I ended up going to Furman. The campus was beautiful. It was, like, one of the top 10 college campuses on the planet. And they had dropped a ton of money into their psychology program, and I already knew that's what I wanted to major in. I loved the people there; I very much felt at home.
I think, as a lot of kids, I had a dream to play Major League Baseball, but I think I was pretty good about enjoying the moment, enjoying my high school years, enjoying my time in college and not looking too far ahead, and just appreciating where I was at the time.

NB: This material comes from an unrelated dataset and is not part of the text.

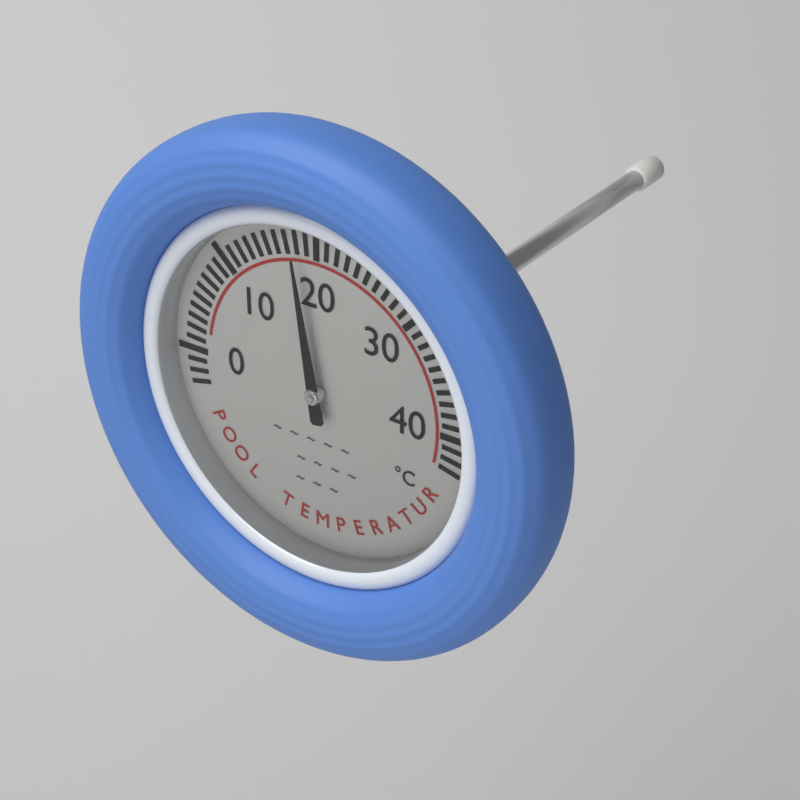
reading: 18 °C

The attitude of the Church was not as dogmatic as is often assumed. Interpretations of Bible passages had been revised in the light of scientific research before. Everyone regarded the earth as spherical and as freely floating in space though the Bible tells a different story.
I'm even stunned at some of the majors you can get in college these days. Like you can major in the mating habits of the Australian rabbit bat, major in leisure studies... Okay, get a journalism major. Okay, education major, journalism major. Right. Philosophy major, right. Archeology major. I don't know, whatever it is. Major in ballroom dance, of course. It doesn't replace work. How about a major in film studies? How about a major in black studies? How about a major in women studies? How about a major in home ec? Oops, sorry! No such thing.
I like to say I had a very varied undergraduate education. I was an English major first, and then at the end of my college career I decided I was interested in urban planning. I became an urban studies major, with a minor in poetry. I don't think I knew what I was looking for in my early twenties, but I know I kept not finding it.